The latest executive order maintains that speedy trial rights will be suspended “until such time as petit criminal juries are reconvened in that jurisdiction.” Nobody gets speedy trial rights until we can have trials again, basically. I can see how the word “trial” in “speedy trial rights” might make it seem like that makes sense. In reality, though, an infinitesimal amount of misdemeanor cases go to trial, and the speedy trial right is there to make sure that people aren’t languishing in limbo forever. It’s not about trial, but about the DA’s office having to put some of their cards on the table. They have to make efforts to show they actually can move forward with the case, or they have to dismiss it. The point is to get a case “ready for trial,” which it can be for ages before it actually gets to a trial.
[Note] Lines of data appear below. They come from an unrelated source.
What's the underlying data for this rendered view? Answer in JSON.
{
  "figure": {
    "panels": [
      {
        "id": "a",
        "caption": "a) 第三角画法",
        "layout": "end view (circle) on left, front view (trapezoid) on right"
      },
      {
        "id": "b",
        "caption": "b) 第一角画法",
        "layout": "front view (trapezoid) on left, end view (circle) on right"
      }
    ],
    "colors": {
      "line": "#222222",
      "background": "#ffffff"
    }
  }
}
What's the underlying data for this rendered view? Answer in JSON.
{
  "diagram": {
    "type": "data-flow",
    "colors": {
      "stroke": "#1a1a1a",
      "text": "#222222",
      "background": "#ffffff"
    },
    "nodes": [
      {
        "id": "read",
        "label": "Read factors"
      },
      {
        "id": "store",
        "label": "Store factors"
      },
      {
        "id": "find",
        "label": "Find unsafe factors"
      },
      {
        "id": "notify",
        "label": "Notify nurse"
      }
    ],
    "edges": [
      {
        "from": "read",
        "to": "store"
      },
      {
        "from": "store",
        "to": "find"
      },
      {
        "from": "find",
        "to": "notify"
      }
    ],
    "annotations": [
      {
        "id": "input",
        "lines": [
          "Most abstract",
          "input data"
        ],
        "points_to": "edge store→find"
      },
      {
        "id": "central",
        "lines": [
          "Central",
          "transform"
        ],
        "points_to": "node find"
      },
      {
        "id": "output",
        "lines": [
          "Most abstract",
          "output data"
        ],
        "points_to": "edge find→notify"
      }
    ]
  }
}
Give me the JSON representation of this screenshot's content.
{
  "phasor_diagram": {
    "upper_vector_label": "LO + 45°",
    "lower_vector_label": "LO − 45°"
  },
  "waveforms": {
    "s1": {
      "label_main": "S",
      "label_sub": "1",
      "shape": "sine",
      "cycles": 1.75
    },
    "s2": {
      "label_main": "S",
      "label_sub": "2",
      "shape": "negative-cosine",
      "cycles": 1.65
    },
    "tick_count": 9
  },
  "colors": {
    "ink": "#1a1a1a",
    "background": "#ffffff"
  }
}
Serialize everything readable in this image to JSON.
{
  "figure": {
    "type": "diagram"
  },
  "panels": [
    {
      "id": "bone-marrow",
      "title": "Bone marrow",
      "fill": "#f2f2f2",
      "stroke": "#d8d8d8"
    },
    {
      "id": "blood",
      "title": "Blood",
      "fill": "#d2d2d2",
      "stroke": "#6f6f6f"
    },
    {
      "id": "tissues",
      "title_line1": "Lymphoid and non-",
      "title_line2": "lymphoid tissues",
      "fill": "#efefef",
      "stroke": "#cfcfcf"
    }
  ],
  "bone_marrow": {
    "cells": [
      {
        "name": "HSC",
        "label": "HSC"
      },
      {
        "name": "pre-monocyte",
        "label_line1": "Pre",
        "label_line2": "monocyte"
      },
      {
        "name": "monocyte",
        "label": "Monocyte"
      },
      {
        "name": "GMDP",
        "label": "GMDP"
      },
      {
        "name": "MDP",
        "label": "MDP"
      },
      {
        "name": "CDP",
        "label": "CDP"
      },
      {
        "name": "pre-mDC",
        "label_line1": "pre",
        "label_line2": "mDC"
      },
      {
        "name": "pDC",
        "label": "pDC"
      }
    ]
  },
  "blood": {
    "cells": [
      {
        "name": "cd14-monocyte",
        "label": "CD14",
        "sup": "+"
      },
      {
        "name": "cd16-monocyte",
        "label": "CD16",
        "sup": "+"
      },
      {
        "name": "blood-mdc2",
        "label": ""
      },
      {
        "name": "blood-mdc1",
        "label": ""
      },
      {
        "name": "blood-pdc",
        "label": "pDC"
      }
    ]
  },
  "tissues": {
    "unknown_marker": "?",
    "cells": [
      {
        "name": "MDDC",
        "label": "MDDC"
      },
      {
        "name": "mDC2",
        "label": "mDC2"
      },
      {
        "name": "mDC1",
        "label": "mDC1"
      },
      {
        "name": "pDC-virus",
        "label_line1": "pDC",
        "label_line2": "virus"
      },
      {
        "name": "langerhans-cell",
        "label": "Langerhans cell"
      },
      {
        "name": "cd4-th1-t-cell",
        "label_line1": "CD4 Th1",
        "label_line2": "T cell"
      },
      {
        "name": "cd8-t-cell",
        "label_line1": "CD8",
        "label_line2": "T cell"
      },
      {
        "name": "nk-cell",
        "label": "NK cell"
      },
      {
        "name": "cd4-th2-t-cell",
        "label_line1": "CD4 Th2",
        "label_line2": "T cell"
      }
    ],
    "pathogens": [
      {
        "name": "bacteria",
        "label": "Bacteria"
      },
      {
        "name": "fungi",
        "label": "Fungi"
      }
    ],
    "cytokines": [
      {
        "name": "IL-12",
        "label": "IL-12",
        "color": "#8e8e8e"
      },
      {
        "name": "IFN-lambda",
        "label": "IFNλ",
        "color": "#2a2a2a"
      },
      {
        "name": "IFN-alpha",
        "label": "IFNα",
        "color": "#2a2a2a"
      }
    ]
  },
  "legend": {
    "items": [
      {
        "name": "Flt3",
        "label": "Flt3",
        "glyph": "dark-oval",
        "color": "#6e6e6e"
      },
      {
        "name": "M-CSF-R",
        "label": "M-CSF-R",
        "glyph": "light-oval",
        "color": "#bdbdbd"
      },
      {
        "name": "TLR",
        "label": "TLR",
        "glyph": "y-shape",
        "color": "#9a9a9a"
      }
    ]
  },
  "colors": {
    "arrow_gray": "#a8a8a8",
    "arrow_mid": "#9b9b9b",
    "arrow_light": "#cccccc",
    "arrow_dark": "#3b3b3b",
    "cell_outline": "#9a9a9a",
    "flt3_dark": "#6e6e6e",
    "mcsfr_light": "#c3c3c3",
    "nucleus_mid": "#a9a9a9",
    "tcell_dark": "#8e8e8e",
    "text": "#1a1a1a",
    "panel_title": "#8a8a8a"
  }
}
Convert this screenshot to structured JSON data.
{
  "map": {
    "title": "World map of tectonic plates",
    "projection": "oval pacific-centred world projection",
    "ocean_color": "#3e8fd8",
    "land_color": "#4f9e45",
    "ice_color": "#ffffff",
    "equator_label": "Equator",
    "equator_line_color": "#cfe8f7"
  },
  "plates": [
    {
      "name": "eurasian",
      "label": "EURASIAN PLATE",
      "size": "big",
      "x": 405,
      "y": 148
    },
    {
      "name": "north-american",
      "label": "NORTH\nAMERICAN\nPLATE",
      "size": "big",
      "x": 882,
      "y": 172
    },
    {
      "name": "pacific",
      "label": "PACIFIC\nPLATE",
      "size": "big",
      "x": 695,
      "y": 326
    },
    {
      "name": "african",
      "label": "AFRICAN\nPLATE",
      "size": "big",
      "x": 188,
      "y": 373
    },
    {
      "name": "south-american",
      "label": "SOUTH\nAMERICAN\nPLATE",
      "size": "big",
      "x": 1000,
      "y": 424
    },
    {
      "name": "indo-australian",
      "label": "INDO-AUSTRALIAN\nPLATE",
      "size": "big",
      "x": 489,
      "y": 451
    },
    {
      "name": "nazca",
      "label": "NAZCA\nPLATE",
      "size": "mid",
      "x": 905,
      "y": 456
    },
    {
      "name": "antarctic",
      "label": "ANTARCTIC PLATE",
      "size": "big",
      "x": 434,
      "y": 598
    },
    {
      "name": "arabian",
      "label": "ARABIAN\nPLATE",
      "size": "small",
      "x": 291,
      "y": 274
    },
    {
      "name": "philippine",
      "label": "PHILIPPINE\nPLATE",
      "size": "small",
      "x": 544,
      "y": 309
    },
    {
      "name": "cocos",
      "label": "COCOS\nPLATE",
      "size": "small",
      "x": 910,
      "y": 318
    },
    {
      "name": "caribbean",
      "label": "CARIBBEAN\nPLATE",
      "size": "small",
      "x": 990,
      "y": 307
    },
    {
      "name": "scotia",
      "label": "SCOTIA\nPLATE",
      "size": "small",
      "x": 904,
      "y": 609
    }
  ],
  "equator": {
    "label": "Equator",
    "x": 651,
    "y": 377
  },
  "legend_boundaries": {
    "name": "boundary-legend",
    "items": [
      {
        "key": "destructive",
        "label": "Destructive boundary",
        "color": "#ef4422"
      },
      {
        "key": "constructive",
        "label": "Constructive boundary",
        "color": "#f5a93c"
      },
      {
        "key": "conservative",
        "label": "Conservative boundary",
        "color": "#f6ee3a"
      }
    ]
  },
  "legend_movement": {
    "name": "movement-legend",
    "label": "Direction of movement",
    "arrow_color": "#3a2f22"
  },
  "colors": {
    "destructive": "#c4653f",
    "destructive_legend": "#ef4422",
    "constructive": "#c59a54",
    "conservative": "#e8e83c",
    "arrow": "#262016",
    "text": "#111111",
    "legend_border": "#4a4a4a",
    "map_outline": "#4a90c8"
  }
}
As a defense attorney, I’m at a loss for what to do in most of my cases. The DA’s office won’t tell me if their witnesses are going forward, they won’t give me any of the information they have on most of my cases. They won’t do anything affirmative in cases where a person is not in jail, except offer a guilty plea. So everything is just languishing, while he courts get mad about the backlog and pressure the defense bar to make our clients take pleas. Pleas without any information on these cases. Pleas where we don’t know at all if the DA’s office has a case. Pleas because nearly everyone in the court system operates on the assumption that our clients are guilty as charged, and their fundamental rights only stand in the way of an efficiently operating system. This is the fundamental problem that the new laws in 2020 were supposed to help solve, and instead we’ve gone backwards because the Governor and the courts won’t stand up for our clients’ rights.
Whether we have juries or not, there is nothing keeping the DA’s office from getting arrest reports and body cams from the NYPD and sharing them with the defense, except the fact that the Governor says they don’t have to, so they won’t.